A Clinical Case of  Interlinear Hyperlexia ?

Walter R. Hearn
762 Arlington Ave.
Berkeley, CA 9470

From: PSCF 42 (September 1990): 199-200.

Arthur Strahler's letter (June 1990, p. 135) calling on the Perspectives editor and peer reviewers to "bow their heads in shame" sent me to the December 1989 issue to see what "unconscionable display of Christian bigotry" I had missed. Strahler was protesting "Christian chauvinism" in Armand Nicholi's "How Does the World View of the Scientist and the Clinician Influence Their Work?" (Dec. 1989, pp. 214-220). 

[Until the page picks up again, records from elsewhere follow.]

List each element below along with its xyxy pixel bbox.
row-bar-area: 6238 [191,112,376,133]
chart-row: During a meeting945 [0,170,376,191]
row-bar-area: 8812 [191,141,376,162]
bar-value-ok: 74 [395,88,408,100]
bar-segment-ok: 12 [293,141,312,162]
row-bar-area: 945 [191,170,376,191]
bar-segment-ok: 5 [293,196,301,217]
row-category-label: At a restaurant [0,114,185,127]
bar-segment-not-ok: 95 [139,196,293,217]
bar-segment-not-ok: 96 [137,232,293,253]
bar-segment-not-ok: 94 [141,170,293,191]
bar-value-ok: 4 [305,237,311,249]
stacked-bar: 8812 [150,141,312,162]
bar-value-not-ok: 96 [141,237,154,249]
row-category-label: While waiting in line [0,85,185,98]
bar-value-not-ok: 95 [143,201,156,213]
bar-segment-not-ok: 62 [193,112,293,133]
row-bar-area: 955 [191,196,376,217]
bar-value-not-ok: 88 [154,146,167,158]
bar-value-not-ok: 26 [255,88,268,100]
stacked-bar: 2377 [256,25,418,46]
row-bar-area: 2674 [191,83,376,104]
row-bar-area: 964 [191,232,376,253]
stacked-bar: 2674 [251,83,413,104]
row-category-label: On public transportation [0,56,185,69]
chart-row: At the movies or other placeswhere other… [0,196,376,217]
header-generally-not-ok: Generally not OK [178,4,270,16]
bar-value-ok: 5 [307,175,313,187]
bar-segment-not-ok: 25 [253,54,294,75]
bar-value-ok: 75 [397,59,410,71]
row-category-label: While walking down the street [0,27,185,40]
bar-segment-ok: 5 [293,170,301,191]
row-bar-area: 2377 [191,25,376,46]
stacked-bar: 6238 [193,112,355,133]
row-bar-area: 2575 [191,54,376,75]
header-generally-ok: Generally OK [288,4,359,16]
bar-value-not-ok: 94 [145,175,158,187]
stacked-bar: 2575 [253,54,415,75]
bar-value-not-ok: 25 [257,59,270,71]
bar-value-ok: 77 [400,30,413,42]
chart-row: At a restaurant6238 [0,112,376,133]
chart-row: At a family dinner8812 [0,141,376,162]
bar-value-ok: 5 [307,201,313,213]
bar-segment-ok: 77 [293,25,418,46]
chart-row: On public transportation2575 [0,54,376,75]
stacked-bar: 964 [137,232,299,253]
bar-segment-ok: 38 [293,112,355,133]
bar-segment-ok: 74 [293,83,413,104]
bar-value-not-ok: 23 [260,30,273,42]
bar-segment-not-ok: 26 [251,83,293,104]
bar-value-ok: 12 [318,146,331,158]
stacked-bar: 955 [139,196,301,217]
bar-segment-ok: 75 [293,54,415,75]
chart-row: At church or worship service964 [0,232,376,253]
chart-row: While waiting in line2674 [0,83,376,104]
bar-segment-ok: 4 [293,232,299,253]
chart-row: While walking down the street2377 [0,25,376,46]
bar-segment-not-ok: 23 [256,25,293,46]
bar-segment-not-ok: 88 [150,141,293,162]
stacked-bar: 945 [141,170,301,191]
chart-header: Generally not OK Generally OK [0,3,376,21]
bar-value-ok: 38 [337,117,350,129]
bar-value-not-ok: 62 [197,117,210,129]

Nicholi's article (a lecture addressing Christian scientists and clinicians) exhorted Christians to follow some explicit "marching orders" for doing clinical work, but did not categorize the treatment of patients by others. It called the agape standard "a unique kind of love," yet I found no argument that agape love is given exclusively to, exercised exclusively by, or expected exclusively from, Christian believers. Strahler must have read into the lecture his own inference about the behavior of "non-Christian (secular, humanistic)" therapists, to which no reference was actually made. Athough Sigmund Freud's self-definition as an "infidel Jew" was cited, Nicholi offered not the slightest hint that in treating patients Freud was "at best indifferent and at worst cruel, inhumane, and uncaring" (Strahler's words).  Strahler read between the lines an implication that "Christianity is unique in generating compassionand sympathy." 

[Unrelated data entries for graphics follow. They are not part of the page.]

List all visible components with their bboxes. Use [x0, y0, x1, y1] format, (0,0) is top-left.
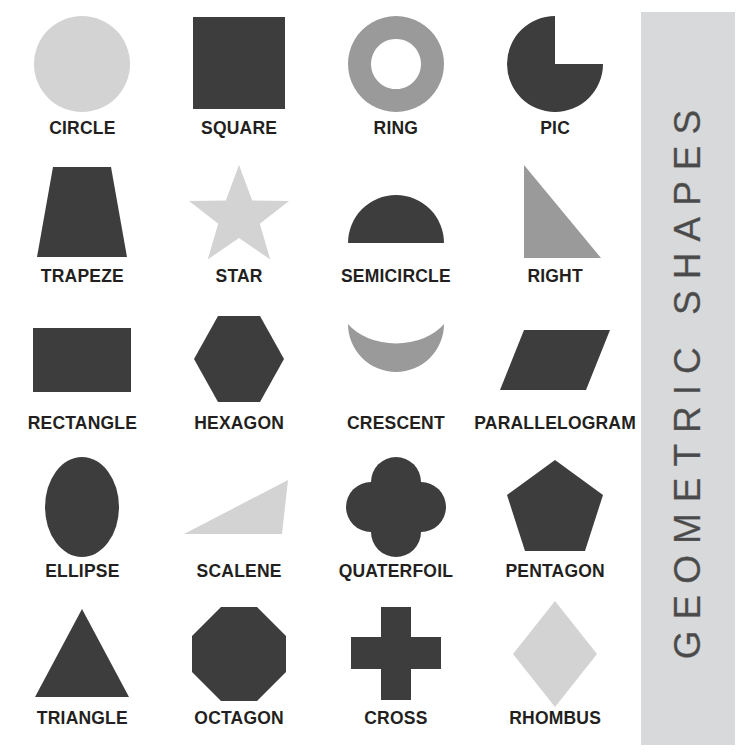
shape-label-rectangle: RECTANGLE	[28, 415, 137, 433]
shape-cell-ellipse[interactable]: ELLIPSE	[4, 453, 161, 601]
shape-label-ellipse: ELLIPSE	[45, 563, 119, 581]
shape-art-ring	[337, 10, 455, 118]
shape-label-quaterfoil: QUATERFOIL	[339, 563, 453, 581]
shape-art-rhombus	[496, 600, 614, 708]
shape-art-cross	[337, 600, 455, 708]
shape-art-circle	[23, 10, 141, 118]
shape-cell-pentagon[interactable]: PENTAGON	[474, 453, 636, 601]
scalene-triangle-shape	[180, 456, 298, 558]
shape-label-triangle: TRIANGLE	[37, 710, 128, 728]
shape-cell-hexagon[interactable]: HEXAGON	[161, 305, 318, 453]
circle-shape	[31, 13, 133, 115]
shape-label-trapeze: TRAPEZE	[41, 268, 124, 286]
rhombus-shape	[504, 599, 606, 709]
shape-label-star: STAR	[216, 268, 263, 286]
shape-label-pic: PIC	[540, 120, 570, 138]
shape-cell-semicircle[interactable]: SEMICIRCLE	[318, 158, 475, 306]
shape-cell-parallelogram[interactable]: PARALLELOGRAM	[474, 305, 636, 453]
crescent-shape	[340, 308, 452, 410]
rectangle-shape	[26, 308, 138, 410]
shape-label-circle: CIRCLE	[49, 120, 115, 138]
ring-shape	[345, 13, 447, 115]
shape-cell-scalene[interactable]: SCALENE	[161, 453, 318, 601]
shape-cell-circle[interactable]: CIRCLE	[4, 10, 161, 158]
shape-cell-crescent[interactable]: CRESCENT	[318, 305, 475, 453]
shape-art-octagon	[180, 600, 298, 708]
shape-art-quaterfoil	[337, 453, 455, 561]
shape-art-crescent	[337, 305, 455, 413]
shape-label-parallelogram: PARALLELOGRAM	[474, 415, 636, 433]
shape-label-semicircle: SEMICIRCLE	[341, 268, 451, 286]
cross-shape	[345, 603, 447, 705]
right-triangle-shape	[504, 161, 606, 263]
shape-cell-rectangle[interactable]: RECTANGLE	[4, 305, 161, 453]
shape-label-crescent: CRESCENT	[347, 415, 445, 433]
shape-art-rectangle	[23, 305, 141, 413]
shape-art-pentagon	[496, 453, 614, 561]
triangle-shape	[31, 603, 133, 705]
shape-art-hexagon	[180, 305, 298, 413]
pie-shape	[504, 13, 606, 115]
shape-cell-quaterfoil[interactable]: QUATERFOIL	[318, 453, 475, 601]
shape-art-parallelogram	[496, 305, 614, 413]
shape-cell-square[interactable]: SQUARE	[161, 10, 318, 158]
shape-art-ellipse	[23, 453, 141, 561]
shape-art-semicircle	[337, 158, 455, 266]
shape-label-pentagon: PENTAGON	[505, 563, 604, 581]
semicircle-shape	[340, 161, 452, 263]
shape-label-scalene: SCALENE	[197, 563, 282, 581]
shape-cell-pic[interactable]: PIC	[474, 10, 636, 158]
shape-label-ring: RING	[374, 120, 419, 138]
shape-label-rhombus: RHOMBUS	[509, 710, 601, 728]
parallelogram-shape	[496, 308, 614, 410]
square-shape	[188, 13, 290, 115]
shape-art-scalene	[180, 453, 298, 561]
shape-label-hexagon: HEXAGON	[194, 415, 284, 433]
star-shape	[188, 161, 290, 263]
shape-art-square	[180, 10, 298, 118]
shapes-grid: CIRCLE SQUARE RING	[0, 0, 640, 754]
shape-cell-trapeze[interactable]: TRAPEZE	[4, 158, 161, 306]
shape-cell-cross[interactable]: CROSS	[318, 600, 475, 748]
quaterfoil-shape	[345, 456, 447, 558]
ellipse-shape	[31, 454, 133, 560]
shape-art-triangle	[23, 600, 141, 708]
trapezoid-shape	[31, 161, 133, 263]
side-banner-title: GEOMETRIC SHAPES	[667, 98, 709, 658]
hexagon-shape	[188, 308, 290, 410]
shape-cell-octagon[interactable]: OCTAGON	[161, 600, 318, 748]
shape-label-cross: CROSS	[364, 710, 427, 728]
side-banner: GEOMETRIC SHAPES	[641, 12, 735, 745]
geometric-shapes-poster: CIRCLE SQUARE RING	[0, 0, 753, 754]
octagon-shape	[188, 603, 290, 705]
shape-cell-star[interactable]: STAR	[161, 158, 318, 306]
shape-art-right	[496, 158, 614, 266]
shape-cell-rhombus[interactable]: RHOMBUS	[474, 600, 636, 748]
shape-cell-ring[interactable]: RING	[318, 10, 475, 158]
shape-label-right: RIGHT	[527, 268, 582, 286]
shape-label-square: SQUARE	[201, 120, 277, 138]
shape-art-star	[180, 158, 298, 266]
shape-art-pic	[496, 10, 614, 118]
pentagon-shape	[504, 456, 606, 558]
shape-cell-triangle[interactable]: TRIANGLE	[4, 600, 161, 748]
shape-label-octagon: OCTAGON	[194, 710, 284, 728]
shape-cell-right[interactable]: RIGHT	[474, 158, 636, 306]
shape-art-trapeze	[23, 158, 141, 266]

The general tone of the letter and the name of the writer suggest that he may be the same Arthur Strahler who reviewed ASA's first Search issue (in Creation/Evolution Newsletter, May/June 1988, pp. 9-11). Strahler began that review by criticizing what he didn't like about the ASA Statement of Faith, ASA's name, and a book coauthored by engineer Walter Bradley, who was the focus of that first Search. Then he turned to the way Bradley's story was told, pointing out in detail what the Search author had intended, his "wary" strategies, deplorable debating tactics, and "that nasty fallacy of homogenization" of science and religion. Noting that the author of Search, Walter R. Hearn, was also on the committee that produced ASA's "controversial propaganda piece, Teaching Science in a Climate of Controversy," Strahler was not surprised that Search had turned out to be an "exercise in creationist pseudoscience." After all, he wrote, "Special creationists have only one tape and they play it over and over again." 

The unblinking reviewer then demonstrated his ability to read between lines as yet unwritten. He anticipated "subsequent issues of Search, each dealing with a different topic from Teaching Science." Foreseeing Hearn's intentions, Strahler felt safe in concluding that, "like this first issue, none of them should be allowed to gain admission to our public school science classrooms." He may have missed subsequent Search issues on an audio engineer, a psychologist, two chemists, and a geneticist, but he should have seen issue No. 7. Bound into the December 1989 Perspectives containing the Nicholi article, that Search focused on geologist Davis Young and his criticisms of the young-earth "creation science" movement.

Of course, between the lines, it may have said something entirely different to Arthur Strahler.